Monday, March 8, 2010

Haiku- Unconscious mistakes







Once I was talking about how beautiful daffodils are.

I thought I was saying "daffodil",

I kept saying " dandruff".



Once I was talking about how cute squirrels are.

I thought I was saying "squirrels",


I kept saying "squids".

Thursday, January 28, 2010

This is how Mama learned American culture

My boys were born in Japan. We moved to the U.S. in 1996, when EL was four and RL was two years old. As soon as we moved, I started searching through suggested readings for kids their age from the library by asking their preschool teachers, and by just browsing bookstore shelves. Since then, we have been reading lots of good books. And we watched kids' TV shows such as "Sesame Street" and "Barney" everyday together.


There are a lot of things that are "common knowledge" for most people who grew up in the U.S., or something they must have learned in schools. And those things(Kids stuff) are used in the movies, TV shows, news headlines, jokes and such. For example, quotes from "Mother Goose" used in a paper, or making joke songs out of famous nursery rhymes sung on TV show, something like that. I didn't understand why it was funny or what implication it had. I had to ask someone. But even after the explanation, I still didn't get them because I didn't know the originals either.


Many years have passed since I first came to this country, I have read and sung "Mother Goose", read lots of famous picture books and chapter books that school age children tend to read.


I find I feel less left out these days. I find myself laughing with Americans spontaneously sometimes (even with Jay Leno jokes...:-) ). I am very lucky to have my boys! They grew up enjoying reading and singing with TV shows, and so did I!. We have been absorbing American kid's culture together.


But they have learned things so quickly, five times faster than I did (maybe ten! maybe fifty!!). I still have someone to explain when I don't get the meaning. But now the boys help me by explaining me "American Culture" and more. Teenagers know a lot! A lot more than their Mama thinks!!

Friday, November 20, 2009

"Interpreter of Maladies" by Jhumpa Lahiri

Among the pile of daily chores and lots of unexpected happenings, this and that, I had had for more than six months to start reading this book "Interpreter of Maladies". This is a collection of nine short stories by Jhumpa Lahiri who won many authoritative literature awards including the Pulitzer when it was first published as her début book. As soon as I finished the first story "A Temporary Matter", I moaned, realizing I could have gotten acquainted with this excellent writer six months earlier if I had just opened the pages when I first bought it! Jhumpa Lahiri leapt onto my top ten foreign women writers (to me, "foreign writer" means non-Japanese). 

Jumpa Lahiri is a second generation Indian, the daughter of immigrant parents, raised and educated in the U.S. I was intrigued not only by her astonishingly rich, smooth and beautiful style of writing, but also by her themes. The nine short stories are scenes of the daily lives of Indian people or Indian-Americans. She picked out scenes from their lives made them into beautiful short vignettes. Their lives are filled with cultural challenges , bewilderment, confusion… and of course warmth and contentment. I am also a foreigner living in a foreign country. Like Lahiri, I see things around me here from the point of view of an "in-between". Things are very different in a way, but I see a lot of similarities too. As far as being human beings, we have common basic sentiments. She rarely describes the sentiments or feelings of her characters, focusing instead on their movements, their surroundings and their properties. 

Living in Seattle, I often pass by Indian people at malls or on the street, because many people from India now work in the IT industry. Jhumpa makes me feel much closer to them and to their culture.

Since I was so moved even by the first story, I felt it was a shame to finish this book in one quick read, so I decided to read one story a night before bed. It was pretty luxurious, as if I were selecting one piece at a time from a box of the best quality chocolates.

Tuesday, October 13, 2009

"My neighbor Totoro" (DVD)

Sometimes you can find yourself inside a book or a movie. The thin, short-haired girl who live in small village and liked to run and run across the countryside, liked to believe that there were magical creatures in a big camphor tree. Satsuki- the older sister in this Japanese animated movie " My neighbor Totoro" (1988, directed by Hayao Miyazaki) , is a kind of reflection of my childhood.

The two young girls and their father moved into a mysterious new house on the edge of a forest.Together they become friends with the King of the forest :Totoro. He is a funny looking creature living in a secret world inside a giant camphor tree. There are also small sized totoros and their friend a magical "Cat-bus". Theses friendly characters help the young girls to see their mother who has been hospitalized for a long time.

The movie takes place in the countryside in the early 1950's. this small village in a rural area could been seen throughout in Japan in those days. I was born in mid 60's. a decade later the story took place, but it was preserved pretty much as it had been generation earlier. so actually I grew up in the setting you seen in this movie : the thick woods, rice fields,, rippling streams, ponds with green mossy water,,,

The messages from the movie - the importance of nature to humans and believing in the power of magic - are often forgotten in our hectic modern lives. It's simple and beautiful story for children of all ages as well as for adults.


_What this task involves_:
The whole listing below must be printed again exactly, images excluded.

===== Given information

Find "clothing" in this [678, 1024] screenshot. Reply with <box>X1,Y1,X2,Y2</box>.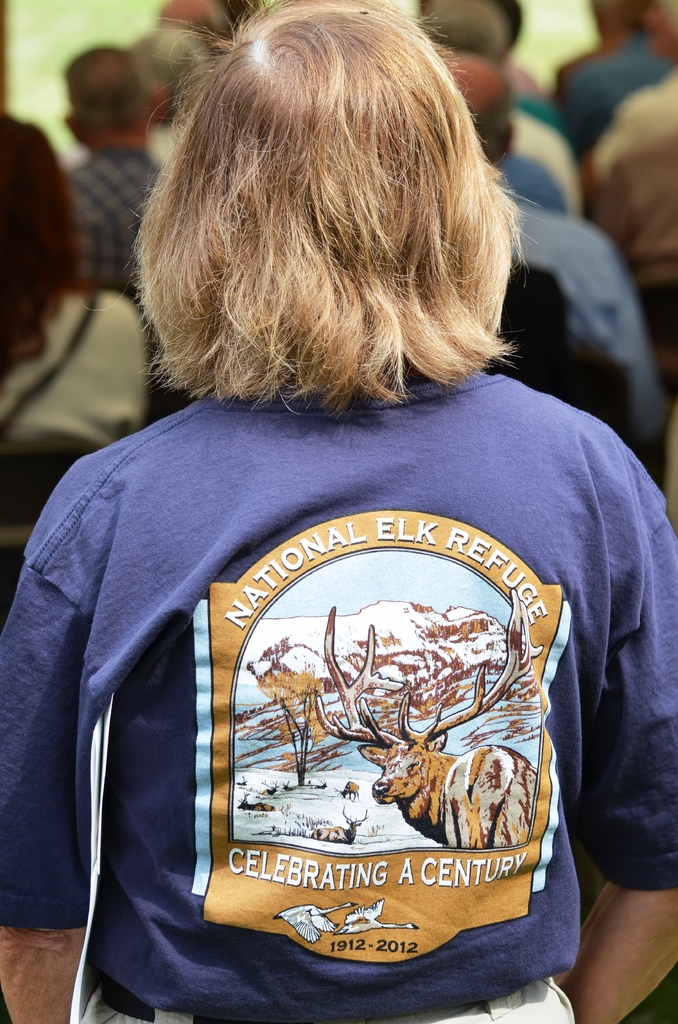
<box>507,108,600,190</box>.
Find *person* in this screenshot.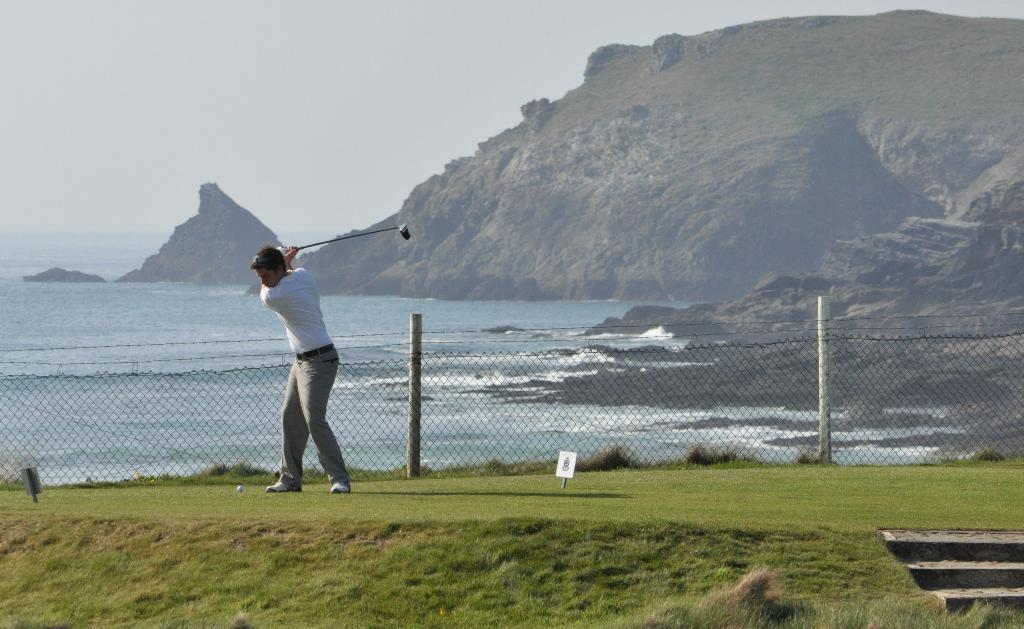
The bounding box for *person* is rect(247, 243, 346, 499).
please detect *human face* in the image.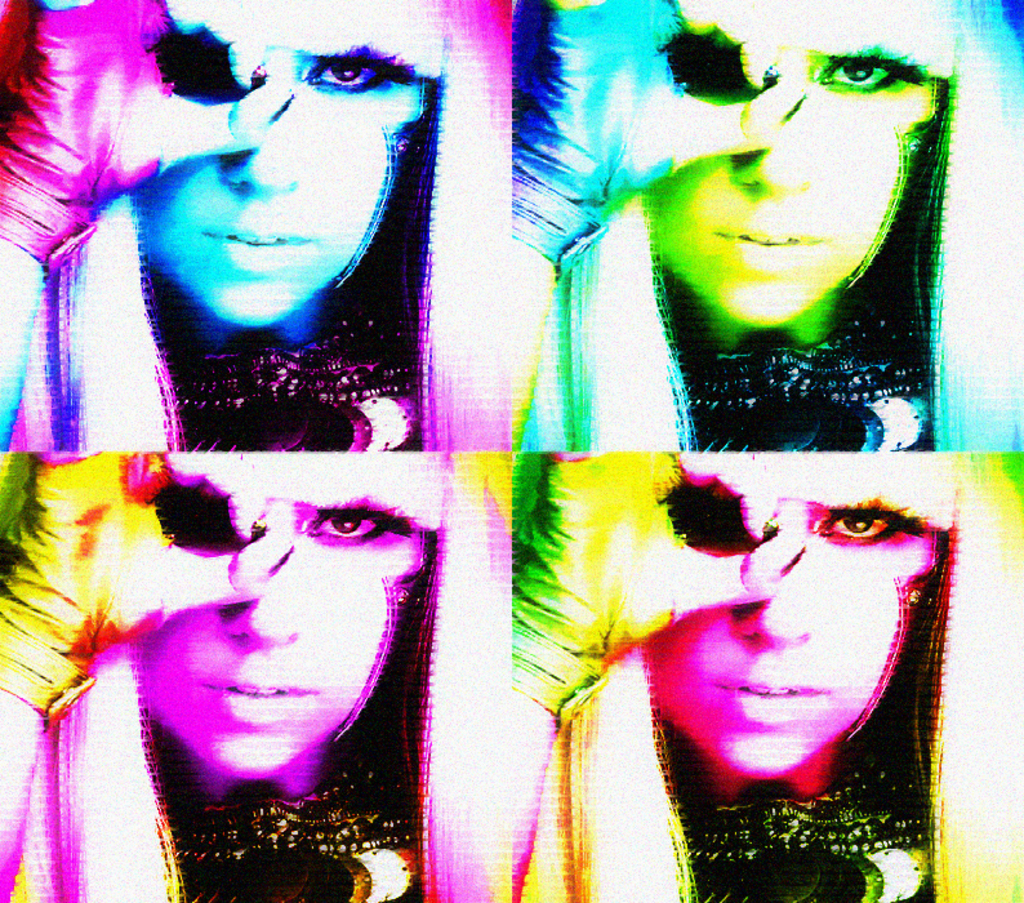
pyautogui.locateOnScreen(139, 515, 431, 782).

==========

_Expected answer_:
Find "clothing" in this [678, 1024] screenshot. Reply with <box>X1,Y1,X2,Y2</box>.
<box>507,108,600,190</box>.
Find *person* in this screenshot.
The bounding box for *person* is rect(247, 243, 346, 499).
please detect *human face* in the image.
pyautogui.locateOnScreen(139, 515, 431, 782).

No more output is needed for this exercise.